International Stores

History

At Uxbridge, in the county of Middlesex, in the year 1856, was born Hudson Ewbanke Kearley, son of a master builder.Educated at Cranleigh, H. E. Kearley had intended to enter the Civil Service, but failing to pass the necessary examination, he entered upon a commercial career with a firm of coffee merchants in Fenchurch Street, London, on the 1st January, 1872.In September of the same year, he obtained a situation with E.Tetley & Sons, Tea Merchants, of Mincing Lane. After experience in their office and sale room, he became, as he said, "a full-blown traveller of the firm" in the summer of 1874

About that time the main ideas upon which he subsequently based his commercial policy began to take shape in the mind of this astute and enterprising young man.He felt that "middlemen" had too large a part in the general scheme of distribution and that consumers would benefit by a method of direct supply. He noticed also while travelling in tea for Tetleys that -- to use his own words-- "there were a multitude of small shopkeepers who would have sold tea if they could get it. They could not, however, get it from the regular wholesalers like Tetleys, because they had not big enough orders to give."

Putting the latter of these two conclusions to the test while still at Tetleys, he started to sell tea on his own account to small retailers, under an arrangement he made with Tetleys to purchase all the supplies from them. Thus began "Kearley & Company." It proved so successful that in 1876 a Mr. Heseltine, an influential member of Tetleys, offered to put money into the enterprise. That offer was accepted, a deed of partnership was executed, Kearley left Tetleys, and transfered "Kearley & Co,"to a poky little office at 10 Sparrow Corner, Minories, London, with a staff of two, a man and a boy--the man being Mr. H.J. Evans, afterwards one of the three Governing Directors.Two years laterthe business moved to better premises in Crutched Friars, again, in 1881, to Bury Street, St.Mary Axe, and finally in 1884, to Mitre Square.

Such progress had been made that in 1880 Heseltine left Tetleys and became an active partner, when "Kearley & Co". became "Heseltine & Kearley". Soon afterwards, they were joined by Mr. G. A. Tonge who had been an apprentice at Tetleys. The business was carried on as "Heseltine, Kearley & Tonge" until 1887, when Heseltine retired and the style "Kearley & Tonge" was adopted.

The year 1878 saw the opening at Brentford of the first of the retail branches. Others quickly followed and it is recorded that from 1880 branch after branch was opened in town and country.The early branches traded under the name "International Tea Co." The price list dated 1st January 1889 which is the earliest on the files, shows that by that time there were 200 retail branches -- a truly remarkable growth in approximately 10 years.

During these formative years the buying and wholesaling side of the business,"Kearley & Tonge," made similar growth. The guiding principle from the earliest days was to buy from or as close to the souces of production as possible, for direct sale to the consumer through the retail branches. With this object in view , Kearley & Tonge's buyers visited Europe, America, and many parts of the Empire and Colonies, making contracts with growers and producers. The wholesale price list of January, 1895, refers to the Mitre Square office and the Durward Street warehouse, with 130,000 square feet of floor area, as being by far the largest operated by any similar firm in the United Kingdom. The manufacture of jams, cakes, biscuits, sweets, etc. began at Durward Street in that year.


• [What you will do]
Search the records for the string "this" and return each line that has it.

%%

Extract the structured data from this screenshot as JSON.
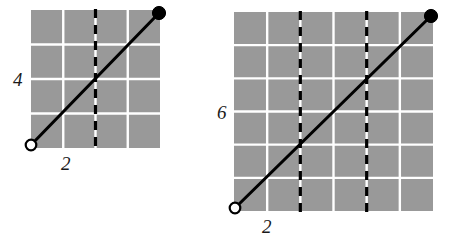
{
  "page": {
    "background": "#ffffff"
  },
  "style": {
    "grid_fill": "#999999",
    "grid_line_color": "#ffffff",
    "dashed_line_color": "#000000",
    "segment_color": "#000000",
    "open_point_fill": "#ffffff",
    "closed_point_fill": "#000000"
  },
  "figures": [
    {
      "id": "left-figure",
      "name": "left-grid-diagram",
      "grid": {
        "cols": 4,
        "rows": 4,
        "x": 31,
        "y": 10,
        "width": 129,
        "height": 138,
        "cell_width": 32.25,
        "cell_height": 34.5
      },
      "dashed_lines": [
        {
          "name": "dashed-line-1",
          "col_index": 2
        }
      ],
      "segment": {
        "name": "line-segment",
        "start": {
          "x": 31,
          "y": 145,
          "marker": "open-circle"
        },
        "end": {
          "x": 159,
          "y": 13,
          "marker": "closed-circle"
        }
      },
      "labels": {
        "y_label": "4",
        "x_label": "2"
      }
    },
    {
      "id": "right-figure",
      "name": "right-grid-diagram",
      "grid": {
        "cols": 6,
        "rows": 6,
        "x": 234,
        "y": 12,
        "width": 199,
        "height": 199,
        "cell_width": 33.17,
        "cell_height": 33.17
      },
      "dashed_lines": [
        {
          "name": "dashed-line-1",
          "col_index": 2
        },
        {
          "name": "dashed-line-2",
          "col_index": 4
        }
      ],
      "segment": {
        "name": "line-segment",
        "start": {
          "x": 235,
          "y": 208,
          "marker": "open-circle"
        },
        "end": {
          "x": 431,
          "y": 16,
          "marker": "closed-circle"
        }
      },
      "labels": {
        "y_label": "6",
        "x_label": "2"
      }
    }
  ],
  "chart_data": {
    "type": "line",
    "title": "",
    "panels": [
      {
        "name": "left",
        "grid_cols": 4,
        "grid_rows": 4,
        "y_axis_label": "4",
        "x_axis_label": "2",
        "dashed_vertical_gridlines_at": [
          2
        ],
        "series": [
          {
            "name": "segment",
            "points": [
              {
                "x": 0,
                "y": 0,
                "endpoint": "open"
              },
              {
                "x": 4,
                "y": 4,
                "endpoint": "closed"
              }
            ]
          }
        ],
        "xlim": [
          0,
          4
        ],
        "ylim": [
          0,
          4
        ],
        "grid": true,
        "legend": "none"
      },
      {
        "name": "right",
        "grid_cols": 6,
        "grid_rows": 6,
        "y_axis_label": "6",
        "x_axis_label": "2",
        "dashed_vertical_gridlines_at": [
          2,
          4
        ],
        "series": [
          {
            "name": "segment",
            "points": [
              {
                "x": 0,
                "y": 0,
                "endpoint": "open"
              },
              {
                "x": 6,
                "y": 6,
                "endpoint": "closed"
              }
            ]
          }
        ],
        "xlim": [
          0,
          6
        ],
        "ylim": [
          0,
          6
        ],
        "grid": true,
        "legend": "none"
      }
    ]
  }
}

%%
%%

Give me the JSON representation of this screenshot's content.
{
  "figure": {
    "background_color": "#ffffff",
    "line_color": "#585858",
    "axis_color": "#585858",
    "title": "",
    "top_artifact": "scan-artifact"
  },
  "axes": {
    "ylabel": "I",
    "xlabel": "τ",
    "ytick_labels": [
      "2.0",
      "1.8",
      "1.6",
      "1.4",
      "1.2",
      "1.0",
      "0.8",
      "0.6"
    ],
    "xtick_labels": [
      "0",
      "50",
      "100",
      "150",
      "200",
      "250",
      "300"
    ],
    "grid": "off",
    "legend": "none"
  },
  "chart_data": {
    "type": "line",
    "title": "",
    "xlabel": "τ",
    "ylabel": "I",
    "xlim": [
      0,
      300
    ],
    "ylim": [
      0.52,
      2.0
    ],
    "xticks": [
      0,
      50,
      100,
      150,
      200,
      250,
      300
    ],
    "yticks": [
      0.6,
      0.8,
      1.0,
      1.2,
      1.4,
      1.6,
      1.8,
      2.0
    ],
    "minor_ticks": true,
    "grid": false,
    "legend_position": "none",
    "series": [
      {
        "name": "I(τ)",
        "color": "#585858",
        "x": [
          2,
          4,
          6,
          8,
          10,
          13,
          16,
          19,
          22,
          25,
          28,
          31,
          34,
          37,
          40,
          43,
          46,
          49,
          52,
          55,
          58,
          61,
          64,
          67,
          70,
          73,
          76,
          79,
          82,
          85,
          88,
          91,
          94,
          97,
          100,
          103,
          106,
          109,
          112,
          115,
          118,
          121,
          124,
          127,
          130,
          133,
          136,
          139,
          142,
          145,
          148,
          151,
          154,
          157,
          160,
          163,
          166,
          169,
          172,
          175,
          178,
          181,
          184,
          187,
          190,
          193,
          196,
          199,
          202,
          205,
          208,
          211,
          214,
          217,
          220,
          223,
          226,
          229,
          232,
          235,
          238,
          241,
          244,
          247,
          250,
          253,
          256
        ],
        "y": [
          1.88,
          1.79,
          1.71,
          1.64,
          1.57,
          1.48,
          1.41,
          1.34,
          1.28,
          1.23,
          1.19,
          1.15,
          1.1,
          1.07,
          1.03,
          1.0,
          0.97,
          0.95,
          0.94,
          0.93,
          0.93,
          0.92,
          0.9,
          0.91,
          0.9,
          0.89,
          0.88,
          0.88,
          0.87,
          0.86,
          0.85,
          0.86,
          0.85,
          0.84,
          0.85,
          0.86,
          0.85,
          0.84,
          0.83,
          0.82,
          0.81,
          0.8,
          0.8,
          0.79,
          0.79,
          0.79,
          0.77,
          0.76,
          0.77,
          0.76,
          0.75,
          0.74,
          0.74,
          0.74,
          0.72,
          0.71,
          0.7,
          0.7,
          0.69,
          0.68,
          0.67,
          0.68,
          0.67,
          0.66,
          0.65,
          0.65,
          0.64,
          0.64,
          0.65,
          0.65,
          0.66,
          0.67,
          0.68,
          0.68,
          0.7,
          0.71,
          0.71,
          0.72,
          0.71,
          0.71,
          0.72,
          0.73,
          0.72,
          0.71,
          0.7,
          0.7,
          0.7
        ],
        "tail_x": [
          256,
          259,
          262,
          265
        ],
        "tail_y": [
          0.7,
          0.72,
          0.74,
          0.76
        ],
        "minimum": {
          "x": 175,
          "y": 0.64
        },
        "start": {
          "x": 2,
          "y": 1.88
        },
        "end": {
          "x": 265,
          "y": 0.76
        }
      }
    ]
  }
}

%%
%%

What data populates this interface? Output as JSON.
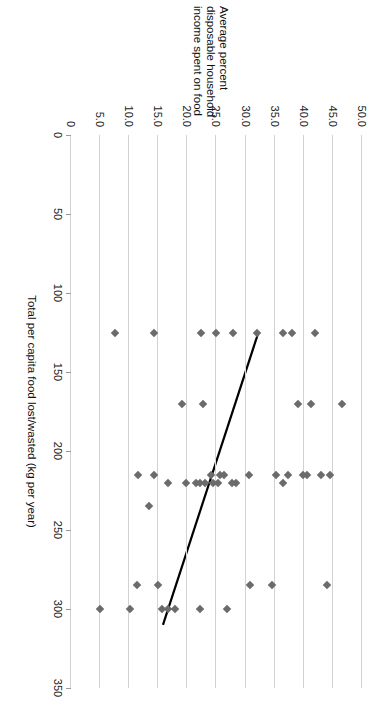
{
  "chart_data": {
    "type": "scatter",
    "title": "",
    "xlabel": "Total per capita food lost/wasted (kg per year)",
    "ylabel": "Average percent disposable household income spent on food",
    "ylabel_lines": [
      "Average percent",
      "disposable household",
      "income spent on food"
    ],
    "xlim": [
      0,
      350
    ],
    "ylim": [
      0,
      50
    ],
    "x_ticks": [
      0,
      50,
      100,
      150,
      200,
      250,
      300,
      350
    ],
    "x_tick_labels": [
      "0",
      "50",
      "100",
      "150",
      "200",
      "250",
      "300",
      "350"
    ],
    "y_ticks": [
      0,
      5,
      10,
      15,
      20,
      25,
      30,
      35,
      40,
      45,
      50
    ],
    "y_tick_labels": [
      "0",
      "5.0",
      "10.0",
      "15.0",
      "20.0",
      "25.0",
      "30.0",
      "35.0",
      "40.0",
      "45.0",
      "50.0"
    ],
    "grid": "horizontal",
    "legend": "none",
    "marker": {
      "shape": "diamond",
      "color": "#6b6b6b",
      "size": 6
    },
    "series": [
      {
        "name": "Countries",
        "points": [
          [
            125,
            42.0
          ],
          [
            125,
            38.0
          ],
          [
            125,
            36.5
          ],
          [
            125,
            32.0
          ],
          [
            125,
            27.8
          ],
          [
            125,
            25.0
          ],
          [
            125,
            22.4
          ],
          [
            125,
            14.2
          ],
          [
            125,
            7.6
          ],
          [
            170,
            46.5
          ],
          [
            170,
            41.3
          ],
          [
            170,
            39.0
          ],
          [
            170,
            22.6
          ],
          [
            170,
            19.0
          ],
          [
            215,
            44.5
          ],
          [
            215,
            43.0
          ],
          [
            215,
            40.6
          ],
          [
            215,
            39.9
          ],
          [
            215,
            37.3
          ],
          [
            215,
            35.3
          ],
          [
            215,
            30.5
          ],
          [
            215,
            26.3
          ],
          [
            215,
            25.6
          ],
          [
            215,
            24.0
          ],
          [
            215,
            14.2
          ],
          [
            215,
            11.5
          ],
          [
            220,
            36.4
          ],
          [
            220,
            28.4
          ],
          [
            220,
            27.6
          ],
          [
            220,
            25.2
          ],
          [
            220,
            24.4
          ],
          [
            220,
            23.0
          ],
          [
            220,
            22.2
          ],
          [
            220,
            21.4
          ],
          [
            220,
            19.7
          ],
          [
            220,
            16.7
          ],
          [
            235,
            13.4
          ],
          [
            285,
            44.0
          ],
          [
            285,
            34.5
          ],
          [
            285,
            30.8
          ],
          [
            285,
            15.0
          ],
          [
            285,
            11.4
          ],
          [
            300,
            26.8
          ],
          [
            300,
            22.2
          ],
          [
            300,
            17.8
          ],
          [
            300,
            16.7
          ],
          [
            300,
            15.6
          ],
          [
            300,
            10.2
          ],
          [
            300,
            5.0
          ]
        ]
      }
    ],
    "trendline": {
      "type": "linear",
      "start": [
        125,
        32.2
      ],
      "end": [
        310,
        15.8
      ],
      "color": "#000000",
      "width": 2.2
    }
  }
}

%%

• [Answer area]
Extract the structured data from this screenshot as JSON.
Give me the JSON representation of this screenshot's content.
What data populates this interface? Output as JSON.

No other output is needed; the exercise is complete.